Whitepaper

Quarterly Decay Patterns in Charm-Heavy Consultancies

Abstract. Longitudinal study of charm decay across 23 charm-heavy consultancies over 4 fiscal quarters. We identify three distinct decay modes and propose a renormalization scheme for sustained operation.

1. Motivation

Charm-heavy consultancies — those deriving more than 60% of their revenue from charm-based deliverables — exhibit measurable charm decay across the fiscal quarter. By Q-end, charm output has typically dropped to 47% of Q-start levels. We sought to characterize this decay.

2. Methods

Charm output was measured weekly across 23 consultancies. Decay was fit to a sum-of-exponentials model with three distinct components: a fast (τ ≈ 2 weeks) component attributed to enthusiasm-loss, a medium (τ ≈ 6 weeks) component attributed to mid-quarter resignation cycles, and a slow (τ ≈ 11 weeks) component of unknown origin.

3. Renormalization Scheme

We propose a quarterly renormalization in which charm is replenished at end of quarter via off-site retreat, dinner, and the issuance of new charm-quark certifications. Empirical results suggest this restores ≥ 92% of Q-start charm levels.

4. Caveats

Our sample is non-random and the consultancies measured were aware they were being studied.
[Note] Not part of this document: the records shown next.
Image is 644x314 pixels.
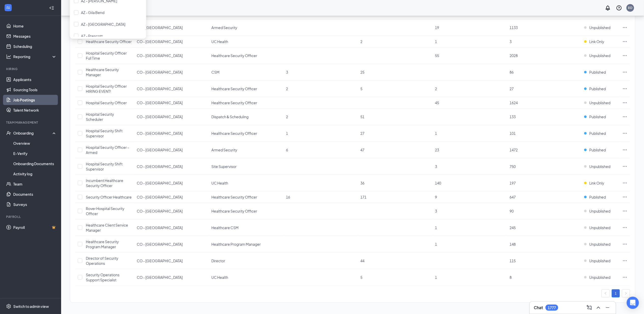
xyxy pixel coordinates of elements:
button: ComposeMessage [585,304,593,312]
span: 3 [435,209,437,214]
td: CO - Aurora [134,175,209,191]
li: Previous Page [601,289,610,298]
span: 101 [509,131,516,135]
span: Dispatch & Scheduling [211,114,248,119]
svg: ChevronUp [595,305,601,311]
td: CO - Aurora [134,109,209,125]
td: CO - Aurora [134,81,209,97]
span: Healthcare Security Officer [86,39,132,44]
span: 1 [435,131,437,135]
div: AZ - Phoenix [70,19,146,30]
svg: WorkstreamLogo [6,5,11,10]
span: 1472 [509,148,518,152]
a: Applicants [13,75,57,84]
span: Healthcare Security Officer [211,54,257,58]
td: Armed Security [209,20,283,36]
a: Messages [13,31,57,41]
span: 2028 [509,54,518,58]
span: 171 [360,195,366,199]
span: right [624,292,627,295]
a: Home [13,21,57,31]
svg: Ellipses [622,114,627,119]
span: Hospital Security Officer Full Time [86,51,127,60]
span: CO - [GEOGRAPHIC_DATA] [137,131,182,135]
td: Healthcare Security Officer [209,47,283,64]
a: Scheduling [13,41,57,51]
a: 1 [612,290,619,297]
span: 25 [360,70,364,75]
td: CO - Aurora [134,253,209,269]
a: Onboarding Documents [13,159,57,169]
td: CO - Aurora [134,203,209,219]
span: AZ - Prescott [81,33,103,38]
svg: Settings [6,304,11,309]
span: 44 [360,258,364,263]
span: CO - [GEOGRAPHIC_DATA] [137,148,182,152]
span: Link Only [589,39,604,44]
span: Site Supervisor [211,164,236,169]
span: CO - [GEOGRAPHIC_DATA] [137,258,182,263]
td: CO - Aurora [134,64,209,81]
svg: Ellipses [622,195,627,200]
span: CO - [GEOGRAPHIC_DATA] [137,225,182,230]
span: Link Only [589,181,604,186]
td: Healthcare Security Officer [209,81,283,97]
td: CSM [209,64,283,81]
span: 9 [435,195,437,199]
span: Security Operations Support Specialist [86,272,119,282]
span: Unpublished [589,258,610,264]
span: 5 [360,275,362,280]
a: E-Verify [13,148,57,159]
span: Healthcare Security Officer [211,86,257,91]
span: 140 [435,181,441,185]
span: Healthcare Security Manager [86,67,119,77]
span: Hospital Security Officer [86,100,127,105]
span: CO - [GEOGRAPHIC_DATA] [137,100,182,105]
span: Published [589,86,605,91]
span: 23 [435,148,439,152]
span: 1 [435,242,437,247]
span: CO - [GEOGRAPHIC_DATA] [137,114,182,119]
svg: Ellipses [622,164,627,169]
span: Healthcare Security Officer [211,131,257,135]
span: Healthcare Security Program Manager [86,239,119,249]
td: CO - Aurora [134,142,209,159]
span: 8 [509,275,511,280]
div: 1777 [547,306,556,310]
span: Hospital Security Shift Supervisor [86,162,122,171]
span: 1133 [509,25,518,30]
a: Talent Network [13,105,57,115]
span: 51 [360,114,364,119]
div: Payroll [6,215,56,219]
span: 5 [360,86,362,91]
td: CO - Aurora [134,219,209,236]
span: Unpublished [589,25,610,30]
td: Dispatch & Scheduling [209,109,283,125]
svg: Ellipses [622,225,627,230]
span: 1 [435,225,437,230]
svg: Ellipses [622,242,627,247]
span: 148 [509,242,516,247]
span: 55 [435,54,439,58]
svg: Ellipses [622,275,627,280]
span: 3 [286,70,288,75]
td: CO - Aurora [134,236,209,253]
span: Published [589,195,605,200]
span: 1 [286,131,288,135]
button: Minimize [603,304,612,312]
span: 1 [435,275,437,280]
a: Documents [13,189,57,199]
div: Team Management [6,120,56,125]
span: Unpublished [589,242,610,247]
span: UC Health [211,181,228,185]
span: 27 [509,86,513,91]
td: UC Health [209,175,283,191]
span: Hospital Security Officer HIRING EVENT! [86,84,127,94]
span: Hospital Security Shift Supervisor [86,129,122,138]
div: Onboarding [13,131,52,135]
svg: UserCheck [6,131,11,135]
div: EO [628,6,632,10]
svg: Ellipses [622,181,627,186]
svg: Collapse [49,5,54,10]
span: Healthcare Security Officer [211,195,257,199]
We acknowledge that the act of measurement may have perturbed the system, but argue that this is consistent with the methodology.

5. Findings

The three-component decay model fit the observed data with a coefficient of determination we are choosing to describe as ‘encouraging’. Every consultancy in the cohort exhibited measurable end-of-quarter charm loss, and every consultancy recovered following intervention, with the notable exception of one firm that decayed entirely into a holding company and could not be reached for follow-up.

6. Limitations (and other uncertainties)

Beyond the observer effect already conceded above, we note that charm is a self-reported quantity, that ‘charm-heavy’ was defined by us after seeing the data, and that the slow decay component may simply be entropy wearing a lab coat. We renormalize anyway, on the grounds that the alternative is admitting the charm is gone for good.

Author’s note. The sole author, Dr. Mae Strange, wishes to disclose that she observed each consultancy personally and therefore cannot rule out that she is, herself, the slow decay component.

References

  1. Quark, C. & Strange, M. (2025). The Boson Pro Centrifuge: Design and Operation. newtrawn Press.
  2. Lepton, T. (2026). Decay Channels in Director-Level Roles. Journal of Half-Life Strategy, 12(4), 47-89.
  3. Quark, C. (2024). The Color Charge of Capital. Wiley.
  4. Hadronic Times Editorial Board. (2026). On charm: An open question. Hadronic Times, March issue.
  5. Quark, C. & Strange, M. (2026). Industrial-Scale Charm Quark Deployment in Mid-Tier Consultancies. newtrawn Research Reports.
  6. Strange, M. (2025). On Not Disturbing the Field: An Aspirational Account. Institute for Advanced Pretending.
  7. Retreat Logistics Consortium. (2026). Off-sites, dinners, and the empirical replenishment of charm. Journal of Renormalized Morale, 4(4), 92-112.